Where Will She Live When I’m Gone?

Where Will She Live When I’m Gone?

I asked myself that question a lot.

My daughter has intellectual and developmental disabilities. She’s smart, funny, stubborn, and full of life. Like many adults with I/DD, she’ll always need some level of support. But more than anything, she deserves what we all want—a place to call her own. A home. A community. A life with dignity.

Years ago, when I realized that no such place existed in our city, I did something most people wouldn’t: I built one. Literally. It’s called Luna Azul, a neighborhood in Phoenix designed specifically for adults with disabilities who want to live independently—but not alone. It was a massive effort. Risky. Exhausting. Financially terrifying. But we did it. And it works.

Now, families from across the country are asking: How can we do this too?

And the truth is—most of them can’t. Not without help.


A National Crisis, Hidden in Plain Sight

There are 7.5 million adults with I/DD in the U.S. (University of Minnesota, RISP, 2023). And more than 60% of them still live at home with a parent or sibling (The Arc, 2023). That might sound okay—until you realize that 850,000 of those caregivers are over 60 years old.

They won’t be around forever.

Most families have no housing plan in place. Not because they don’t care. Rather, because there are so few options. Supportive housing programs have decade-long waitlists. Group homes can feel institutional. Inclusive communities are rare, expensive, or oversubscribed. HUD’s Section 811 program, designed to help, reaches fewer than 0.5% of people with disabilities nationwide.


Caregivers Are Burning Out

A 2023 Easterseals study found that:

  • 70% of caregivers for adults with disabilities feel overwhelmed.
  • 45% leave jobs or reduce hours to provide care.
  • Many have no formal plan for where their loved one will live when they’re gone.

We are quietly heading toward a cliff—and millions of families know it.


We Know What Works—We Just Haven’t Built It Yet

Luna Azul isn’t the only example.
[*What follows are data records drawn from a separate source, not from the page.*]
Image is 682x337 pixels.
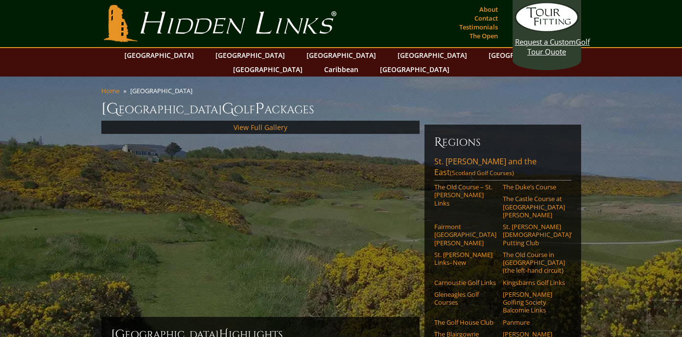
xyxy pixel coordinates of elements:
a: [GEOGRAPHIC_DATA] [393,48,472,62]
a: The Duke’s Course [503,183,565,191]
a: St. [PERSON_NAME] Links–New [435,250,497,267]
a: Panmure [503,318,565,326]
a: About [477,2,501,16]
span: Request a Custom [515,37,576,47]
a: Testimonials [457,20,501,34]
a: St. [PERSON_NAME] [DEMOGRAPHIC_DATA]’ Putting Club [503,222,565,246]
a: The Old Course – St. [PERSON_NAME] Links [435,183,497,207]
a: Fairmont [GEOGRAPHIC_DATA][PERSON_NAME] [435,222,497,246]
a: Kingsbarns Golf Links [503,278,565,286]
a: [GEOGRAPHIC_DATA] [484,48,563,62]
a: The Open [467,29,501,43]
a: Gleneagles Golf Courses [435,290,497,306]
h1: [GEOGRAPHIC_DATA] olf ackages [101,99,582,119]
h6: Regions [435,134,572,150]
a: Caribbean [319,62,364,76]
a: St. [PERSON_NAME] and the East(Scotland Golf Courses) [435,156,572,180]
a: The Old Course in [GEOGRAPHIC_DATA] (the left-hand circuit) [503,250,565,274]
a: Contact [472,11,501,25]
a: The Castle Course at [GEOGRAPHIC_DATA][PERSON_NAME] [503,194,565,219]
span: (Scotland Golf Courses) [450,169,514,177]
a: [GEOGRAPHIC_DATA] [120,48,199,62]
a: Request a CustomGolf Tour Quote [515,2,579,56]
li: [GEOGRAPHIC_DATA] [130,86,196,95]
a: [GEOGRAPHIC_DATA] [211,48,290,62]
a: [GEOGRAPHIC_DATA] [375,62,455,76]
a: [GEOGRAPHIC_DATA] [228,62,308,76]
a: Carnoustie Golf Links [435,278,497,286]
span: G [222,99,234,119]
a: [GEOGRAPHIC_DATA] [302,48,381,62]
a: Home [101,86,120,95]
a: [PERSON_NAME] Golfing Society Balcomie Links [503,290,565,314]
span: P [255,99,265,119]
a: View Full Gallery [234,122,288,132]
a: The Golf House Club [435,318,497,326]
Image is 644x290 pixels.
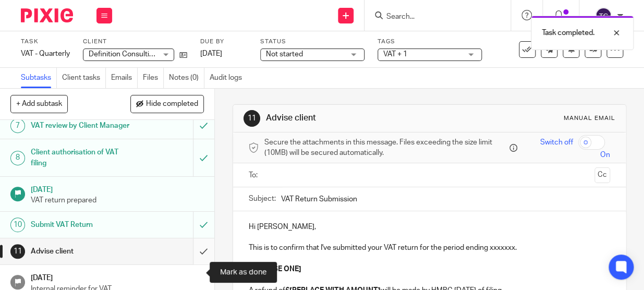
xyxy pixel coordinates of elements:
span: Not started [266,51,303,58]
span: VAT + 1 [383,51,407,58]
label: Task [21,38,70,46]
a: Audit logs [209,68,247,88]
div: 10 [11,218,25,232]
button: Hide completed [131,95,204,112]
div: 7 [11,118,25,133]
button: + Add subtask [11,95,68,112]
img: svg%3E [595,8,611,24]
h1: Advise client [31,244,132,259]
a: Client tasks [62,68,106,88]
span: Definition Consulting Limited [89,51,184,58]
label: Status [260,38,365,46]
label: Client [83,38,187,46]
p: VAT return prepared [31,195,204,206]
span: Switch off [540,137,573,148]
label: To: [249,170,260,181]
a: Files [143,68,164,88]
p: Hi [PERSON_NAME], [249,222,610,232]
h1: [DATE] [31,270,204,283]
label: Subject: [249,193,276,204]
a: Emails [111,68,138,88]
h1: Submit VAT Return [31,217,132,232]
h1: [DATE] [31,182,204,195]
span: Hide completed [146,100,198,109]
span: [DATE] [200,50,222,58]
span: Secure the attachments in this message. Files exceeding the size limit (10MB) will be secured aut... [264,137,507,159]
a: Notes (0) [169,68,204,88]
h1: VAT review by Client Manager [31,118,132,134]
p: Task completed. [542,28,595,38]
img: Pixie [21,8,73,22]
p: This is to confirm that I've submitted your VAT return for the period ending xxxxxxx. [249,242,610,253]
div: 11 [244,110,260,127]
h1: Client authorisation of VAT filing [31,144,132,171]
button: Cc [595,168,610,183]
strong: [CHOOSE ONE] [249,266,301,272]
a: Subtasks [21,68,57,88]
label: Due by [200,38,247,46]
h1: Advise client [266,112,451,124]
div: 11 [11,244,25,259]
div: Manual email [564,114,615,122]
div: VAT - Quarterly [21,49,70,59]
span: On [600,149,610,160]
div: 8 [11,151,25,165]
Projects like:

  • Sweetwater Spectrum in California,
  • Main Street in Maryland,
  • Our Place Residential in Nevada,
  • CASA Familia in Florida, and
  • The Kelsey in San Francisco and Los Angeles,

… are all proving that with the right mix of design, support, financing, and community partnerships, people with I/DD can thrive in homes of their own.

What’s missing isn’t the blueprint. It’s the funding, policy alignment, and urgency to scale these models across the country.


What We Need Now

If you're reading this as a philanthropist, developer, policymaker, or civic leader, here’s what we need from you:

  • Philanthropic capital to unlock and de-risk housing projects—especially when paired with tools like Low-Income Housing Tax Credits (LIHTCs), which can finance up to 70% of a project’s cost when structured correctly.
  • Policy changes to expand supportive housing, Medicaid-funded services, and housing vouchers for people with I/DD.
  • Private developers and lenders willing to partner with families and nonprofits to create inclusive, replicable models—co-ops, rentals, ownership, and more.
  • Vision and urgency—because we don’t have another decade to wait.

Let’s Not Wait for a Crisis

I built Luna Azul because I had to. But we shouldn’t need personal crises to spark action. This is a solvable problem. The need is massive, the numbers are clear, and the right tools exist—we just haven’t aligned them at scale.

If we don’t act, families will keep aging out, burning out, or falling apart. And adults with disabilities will be left in institutions, ERs, or worse.

We can build something better.

Not someday. Now.

If you want to help—or know someone who can—reach out. Let’s build homes worth living in, together.